Available records START

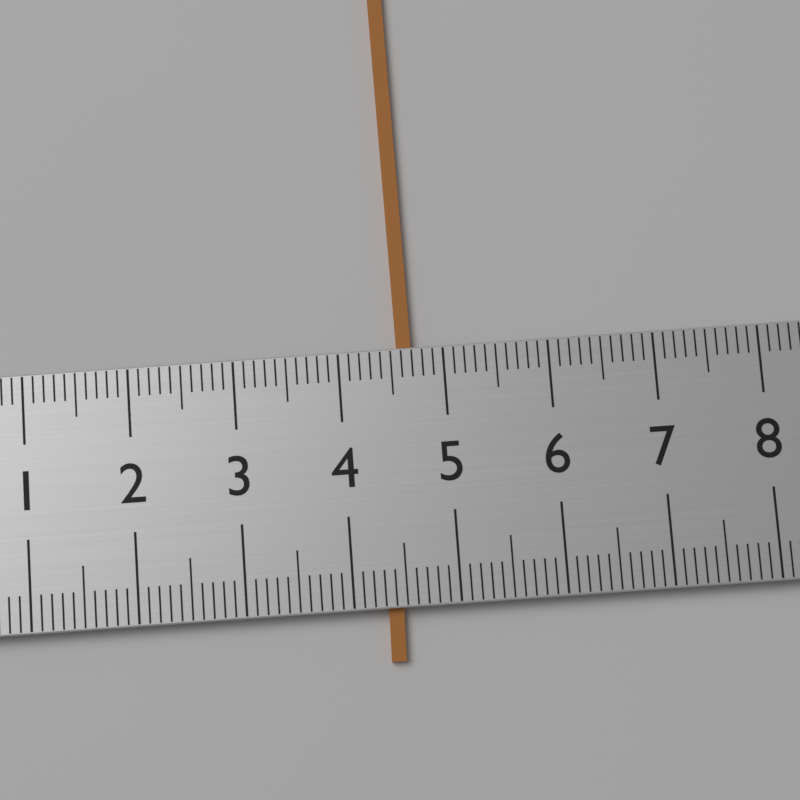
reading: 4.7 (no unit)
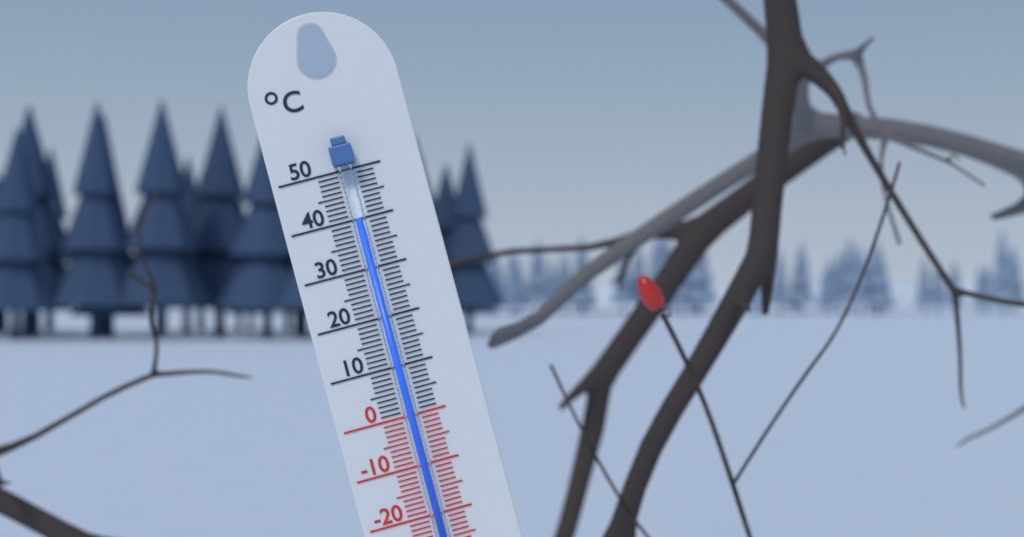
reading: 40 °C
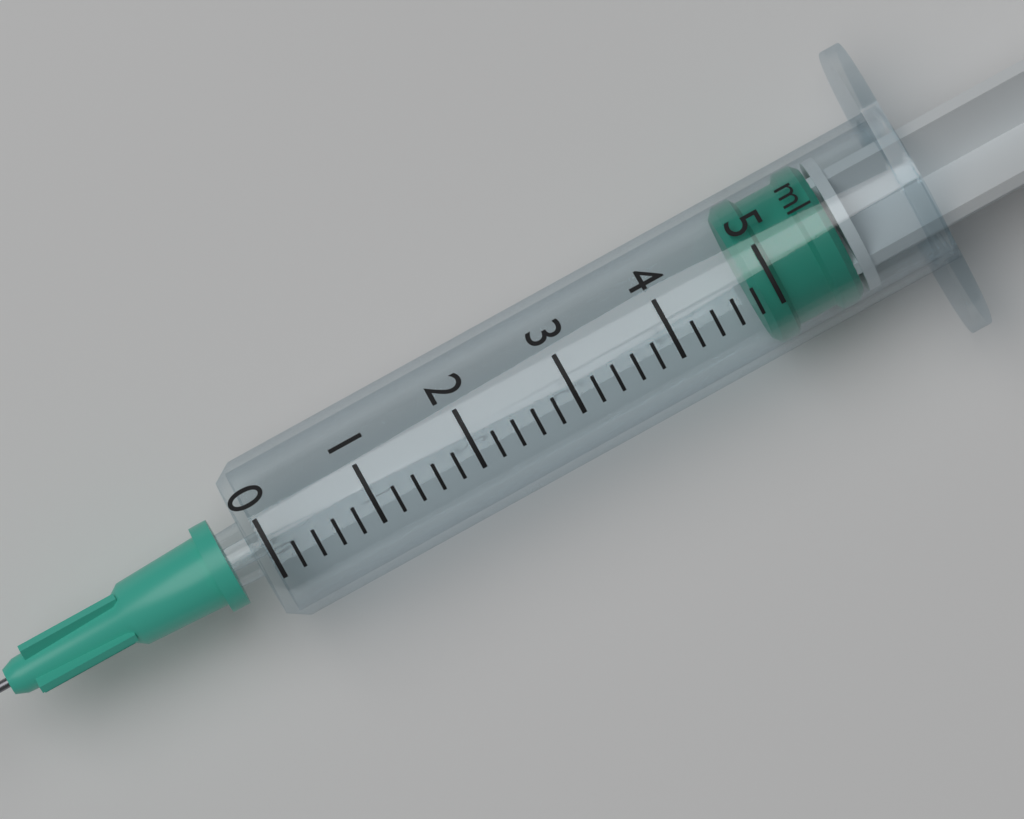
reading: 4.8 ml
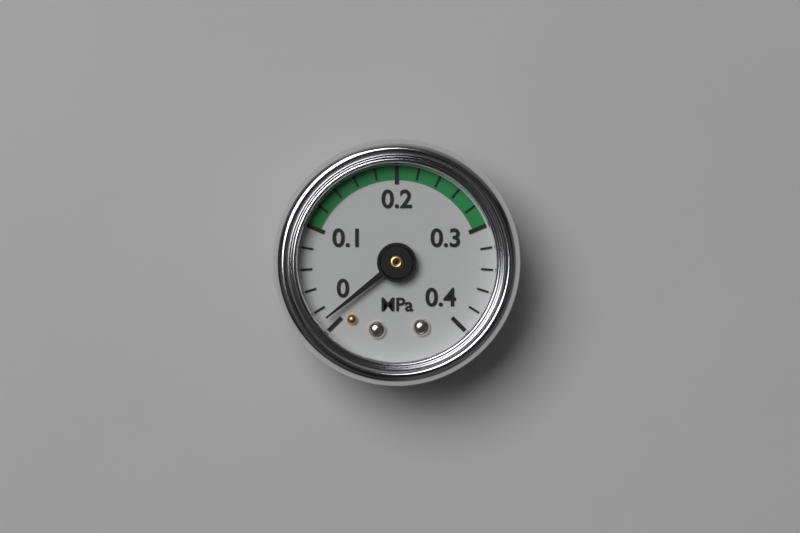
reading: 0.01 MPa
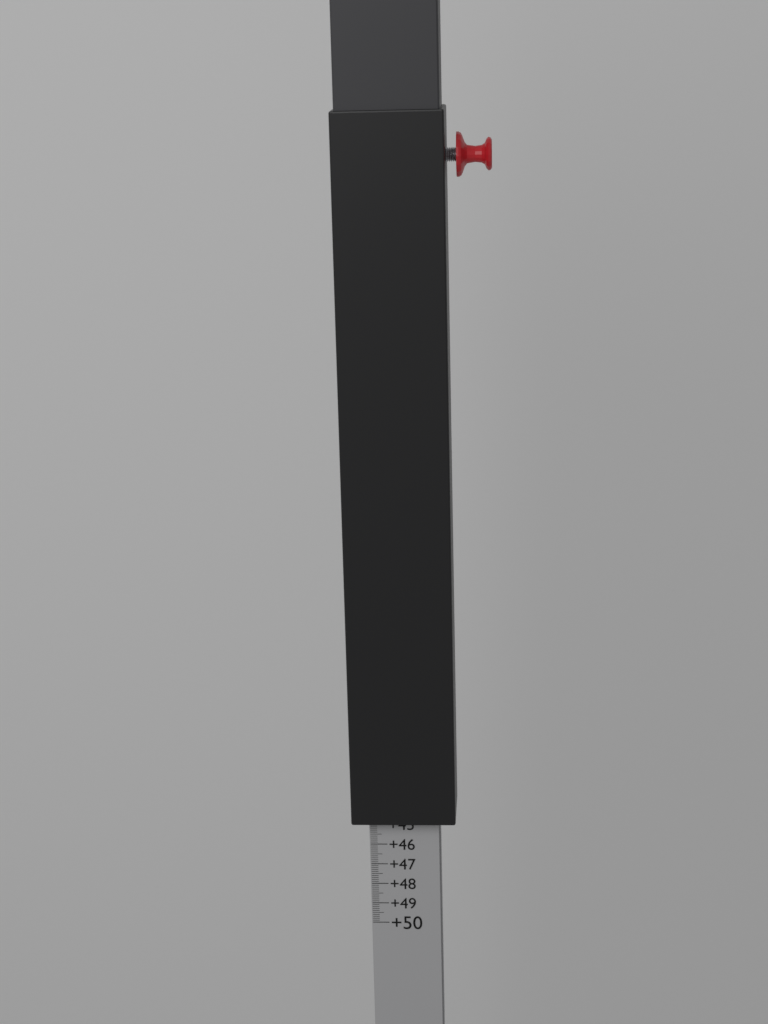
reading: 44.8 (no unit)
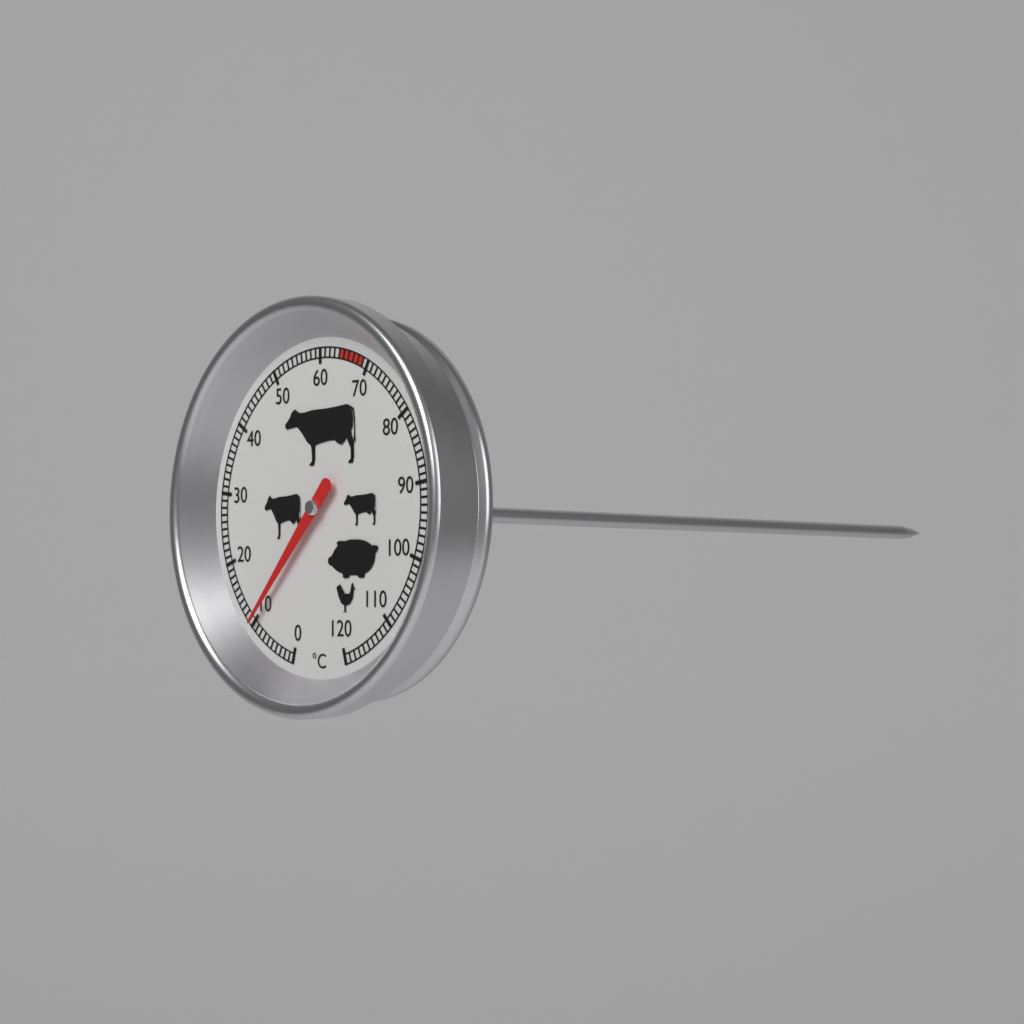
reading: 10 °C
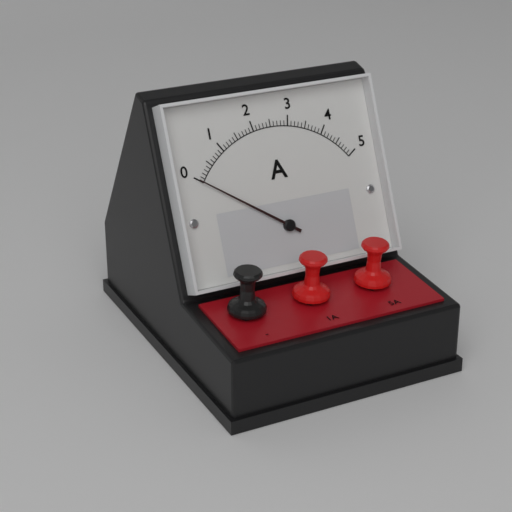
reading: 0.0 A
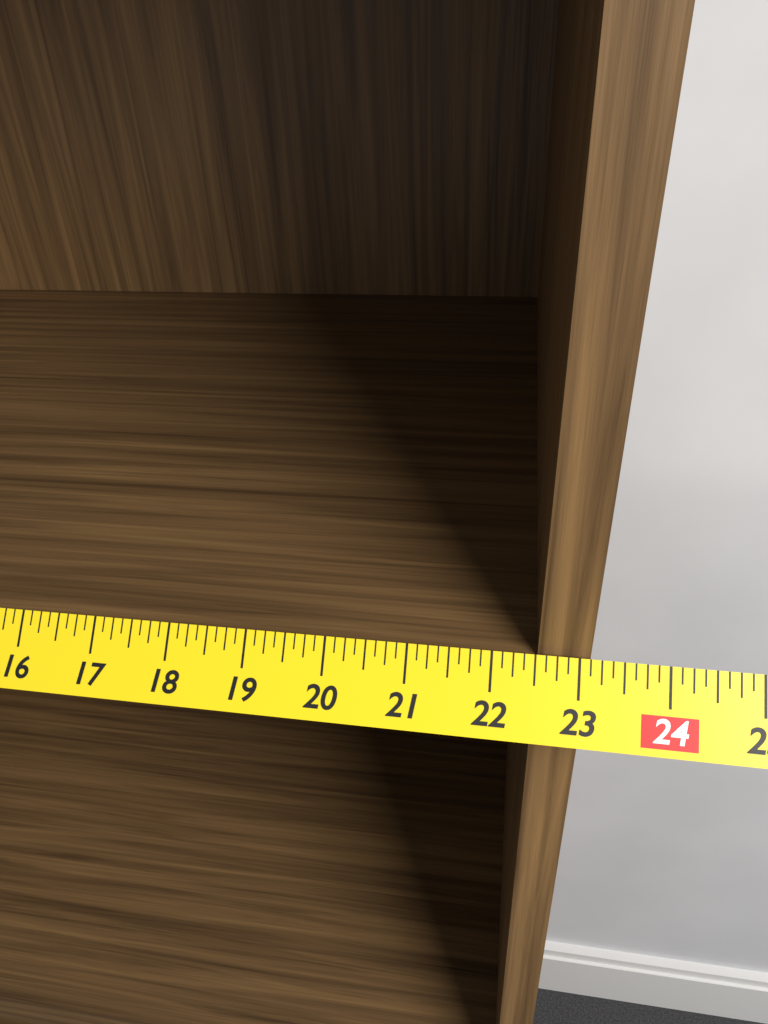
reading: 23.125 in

Available records END

Write out the material exactly, excluding pictures.

• **Answer box**
reading: 4.7 (no unit)
reading: 40 °C
reading: 4.8 ml
reading: 0.01 MPa
reading: 44.8 (no unit)
reading: 10 °C
reading: 0.0 A
reading: 23.125 in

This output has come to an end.